That wrapper contains most of the environment under which the application will run. The two environment variables that are most relevant to this question are SNAP_DATA and SNAP_USER_DATA. You can find more information about these in the documentation, but I'll describe them here as well:

  • SNAP_DATA is a system-wide writable area (in /var/snap/). This might be used to host logs for services, for instance.

  • SNAP_USER_DATA is a user-specific writable area in the home directory of the user running the application (specifically /home/<user>/snap/). This might be used for user-specific configuration files, etc.

Both of these directories are very important to the upgrade/rollback functionality, since both of them are versioned. That is, each revision of a given snap has its own copy of these directories. Let me explain with an example.

Say you install revision 1 of the "foo" snap. That will create two directories:

  • /var/snap/foo/1 (SNAP_DATA)
  • /home/<user>/snap/foo/1 (SNAP_USER_DATA)

Now say "foo" uses both of these. Maybe it has a service that hosts a database in SNAP_DATA, and a binary that uses config files in SNAP_USER_DATA.

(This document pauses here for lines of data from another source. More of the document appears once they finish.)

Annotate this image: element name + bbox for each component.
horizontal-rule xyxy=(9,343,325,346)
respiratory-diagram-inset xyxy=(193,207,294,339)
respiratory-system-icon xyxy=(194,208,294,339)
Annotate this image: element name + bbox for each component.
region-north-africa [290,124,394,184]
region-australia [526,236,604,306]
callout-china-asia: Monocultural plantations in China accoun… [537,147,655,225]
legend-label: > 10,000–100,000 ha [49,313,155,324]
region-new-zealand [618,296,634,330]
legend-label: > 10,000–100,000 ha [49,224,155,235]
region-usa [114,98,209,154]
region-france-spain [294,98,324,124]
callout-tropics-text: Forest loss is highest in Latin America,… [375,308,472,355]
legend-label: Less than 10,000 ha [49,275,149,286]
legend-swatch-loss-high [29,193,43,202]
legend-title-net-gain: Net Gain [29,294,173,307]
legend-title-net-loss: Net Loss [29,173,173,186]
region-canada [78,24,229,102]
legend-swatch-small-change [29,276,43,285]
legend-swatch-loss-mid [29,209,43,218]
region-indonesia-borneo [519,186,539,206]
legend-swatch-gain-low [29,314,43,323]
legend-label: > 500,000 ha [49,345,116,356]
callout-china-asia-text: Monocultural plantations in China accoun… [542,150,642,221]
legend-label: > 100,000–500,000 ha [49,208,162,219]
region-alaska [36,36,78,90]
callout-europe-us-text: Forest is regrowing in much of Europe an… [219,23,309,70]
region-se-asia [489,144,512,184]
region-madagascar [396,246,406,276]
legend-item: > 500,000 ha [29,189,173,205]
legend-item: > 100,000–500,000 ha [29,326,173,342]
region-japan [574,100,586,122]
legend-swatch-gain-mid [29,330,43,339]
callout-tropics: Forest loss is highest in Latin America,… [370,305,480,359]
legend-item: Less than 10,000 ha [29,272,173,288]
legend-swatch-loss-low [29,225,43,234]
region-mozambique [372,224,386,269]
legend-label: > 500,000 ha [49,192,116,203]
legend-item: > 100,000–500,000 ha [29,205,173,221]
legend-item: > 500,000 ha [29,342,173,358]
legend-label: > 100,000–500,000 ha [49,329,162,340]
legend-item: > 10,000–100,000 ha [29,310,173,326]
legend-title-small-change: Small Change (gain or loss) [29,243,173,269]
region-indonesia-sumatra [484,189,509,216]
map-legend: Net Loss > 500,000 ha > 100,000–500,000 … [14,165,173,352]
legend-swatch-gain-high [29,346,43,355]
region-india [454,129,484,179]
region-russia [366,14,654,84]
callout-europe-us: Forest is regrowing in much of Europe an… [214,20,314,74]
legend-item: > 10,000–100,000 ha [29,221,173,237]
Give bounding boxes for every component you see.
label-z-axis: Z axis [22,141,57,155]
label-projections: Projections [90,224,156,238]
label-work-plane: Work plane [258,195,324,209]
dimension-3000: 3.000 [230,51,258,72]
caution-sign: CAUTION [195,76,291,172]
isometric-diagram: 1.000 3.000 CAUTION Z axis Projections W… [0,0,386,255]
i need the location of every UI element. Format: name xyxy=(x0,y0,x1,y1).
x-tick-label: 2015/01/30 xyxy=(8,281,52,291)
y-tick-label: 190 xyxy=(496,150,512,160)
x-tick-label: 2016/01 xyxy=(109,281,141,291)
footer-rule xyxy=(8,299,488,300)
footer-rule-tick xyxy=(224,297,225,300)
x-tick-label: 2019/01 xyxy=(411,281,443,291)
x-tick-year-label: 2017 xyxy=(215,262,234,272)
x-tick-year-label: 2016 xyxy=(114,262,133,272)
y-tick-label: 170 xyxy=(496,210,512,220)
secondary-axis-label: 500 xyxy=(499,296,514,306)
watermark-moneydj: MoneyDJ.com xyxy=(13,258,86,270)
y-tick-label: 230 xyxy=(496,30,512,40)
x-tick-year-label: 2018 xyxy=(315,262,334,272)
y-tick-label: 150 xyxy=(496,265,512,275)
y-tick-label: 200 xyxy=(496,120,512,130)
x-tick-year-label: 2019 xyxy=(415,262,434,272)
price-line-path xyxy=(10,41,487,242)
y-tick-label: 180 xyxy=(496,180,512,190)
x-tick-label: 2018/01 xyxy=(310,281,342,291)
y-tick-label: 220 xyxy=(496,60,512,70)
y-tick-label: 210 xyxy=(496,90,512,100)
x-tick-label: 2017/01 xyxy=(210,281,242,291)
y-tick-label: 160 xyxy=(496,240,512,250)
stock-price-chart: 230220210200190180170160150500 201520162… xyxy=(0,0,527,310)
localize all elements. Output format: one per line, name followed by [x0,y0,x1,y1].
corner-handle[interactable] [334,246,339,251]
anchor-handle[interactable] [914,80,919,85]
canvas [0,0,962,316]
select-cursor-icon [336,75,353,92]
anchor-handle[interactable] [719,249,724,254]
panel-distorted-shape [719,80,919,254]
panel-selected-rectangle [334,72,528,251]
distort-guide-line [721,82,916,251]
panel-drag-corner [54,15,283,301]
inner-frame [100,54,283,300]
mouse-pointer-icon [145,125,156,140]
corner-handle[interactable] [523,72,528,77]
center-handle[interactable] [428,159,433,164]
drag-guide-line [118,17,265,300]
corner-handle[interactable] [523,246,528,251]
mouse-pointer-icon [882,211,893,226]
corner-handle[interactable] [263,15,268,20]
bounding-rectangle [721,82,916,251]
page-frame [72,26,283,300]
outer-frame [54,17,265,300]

Now revision 2 of "foo" is released, and it's automatically updated. The first thing that happens is that /var/snap/foo/1 is copied into /var/snap/foo/2 and /home/<user>/snap/foo/1 is copied into /home/<user>/snap/foo/2. Then the new revision is fired up. It should notice that it's running on old data, and maybe it has some database migrations to run to the database in SNAP_DATA. It does that, and away it goes.

Now say those migrations fail for whatever reason, and this application needs to be rolled back. It begins using the old revision of the /snap/foo application, where SNAP_DATA was pointing to /var/snap/foo/1 and SNAP_USER_DATA was pointing to /home/<user>/snap/foo/1. This picks things up on the old version at the point before the migrations were run, since those operations were run on a copy of the data.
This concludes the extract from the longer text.